- _WHAT IS EXPECTED_
Repeat exactly the lines that begin at the one containing "Describe the element" and end at the final line of the records; include no pictures and nothing else.

- _Stored items_
────────────────────────────────────────

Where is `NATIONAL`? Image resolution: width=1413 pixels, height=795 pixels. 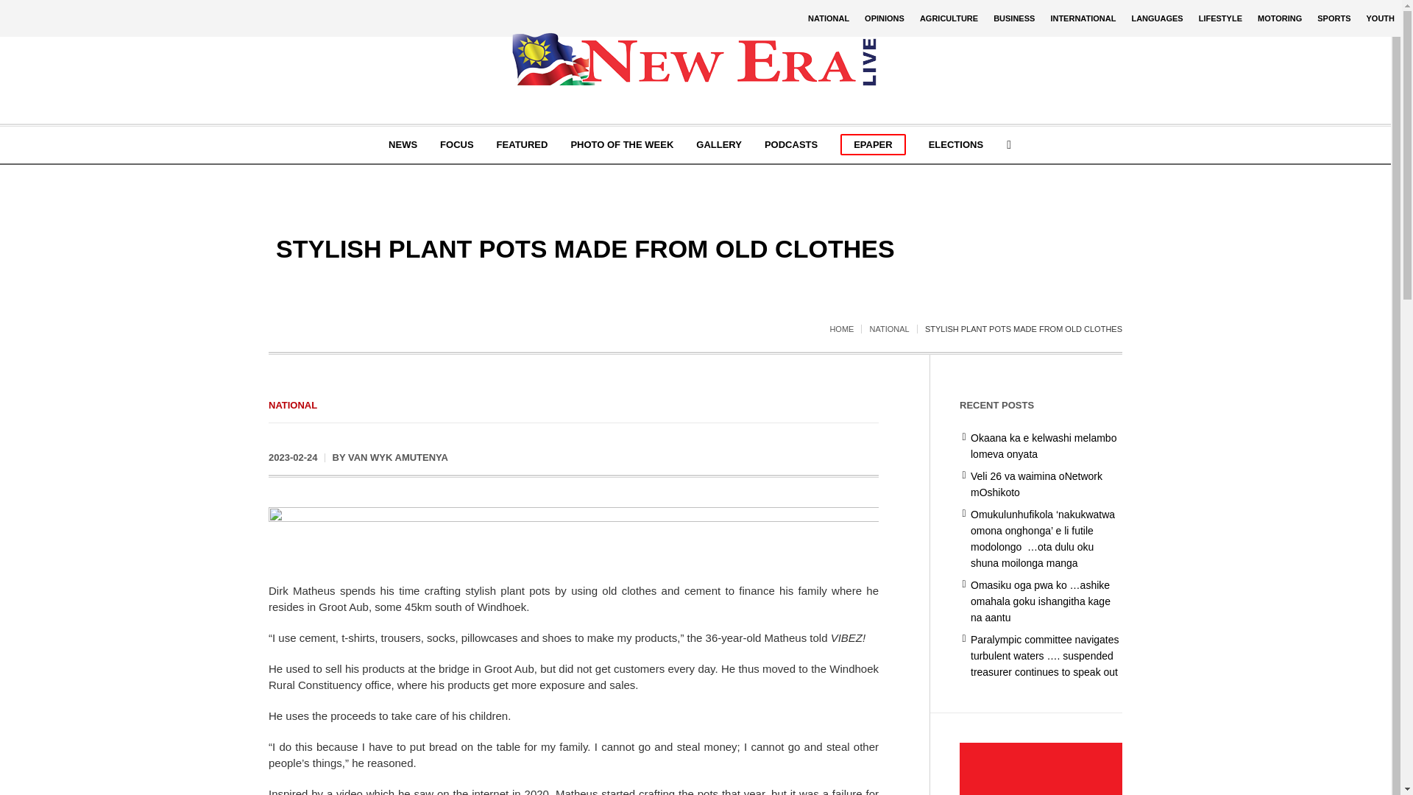
NATIONAL is located at coordinates (829, 18).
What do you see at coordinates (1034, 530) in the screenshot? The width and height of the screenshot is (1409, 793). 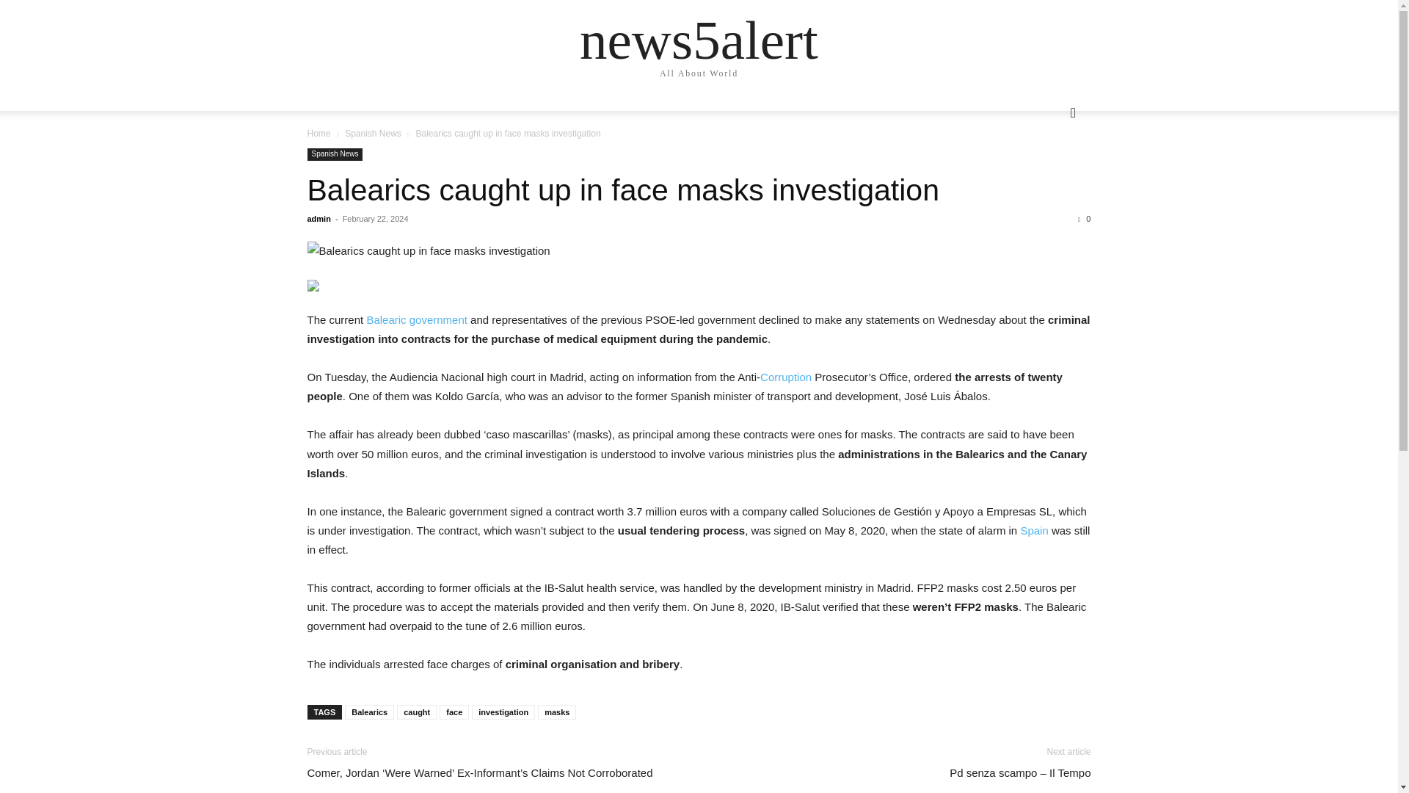 I see `Spain` at bounding box center [1034, 530].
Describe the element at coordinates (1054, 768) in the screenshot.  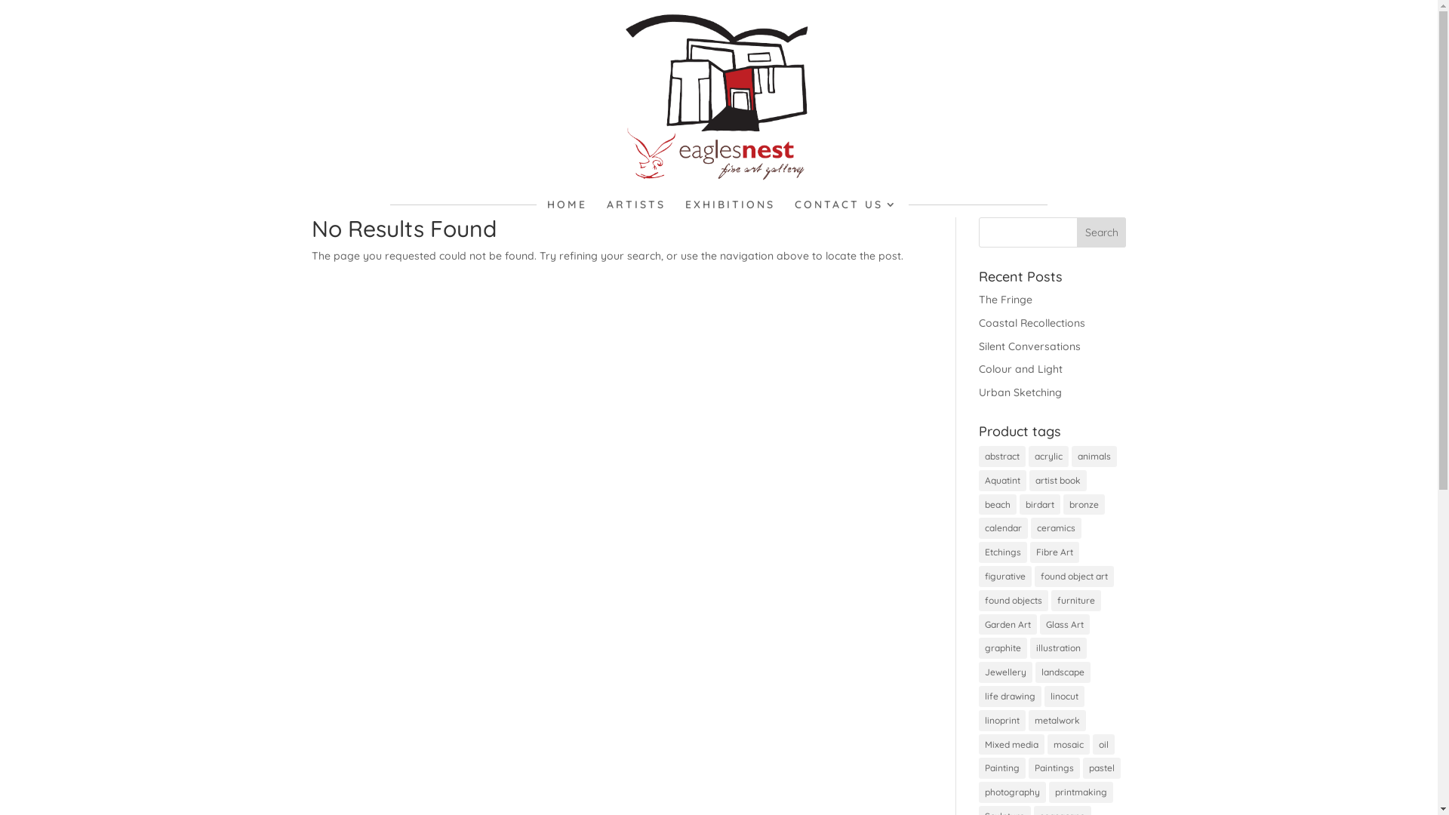
I see `Paintings` at that location.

────────────────────────────────────────

- _SOLUTION BELOW_
Describe the element at coordinates (1054, 768) in the screenshot.  
I see `Paintings` at that location.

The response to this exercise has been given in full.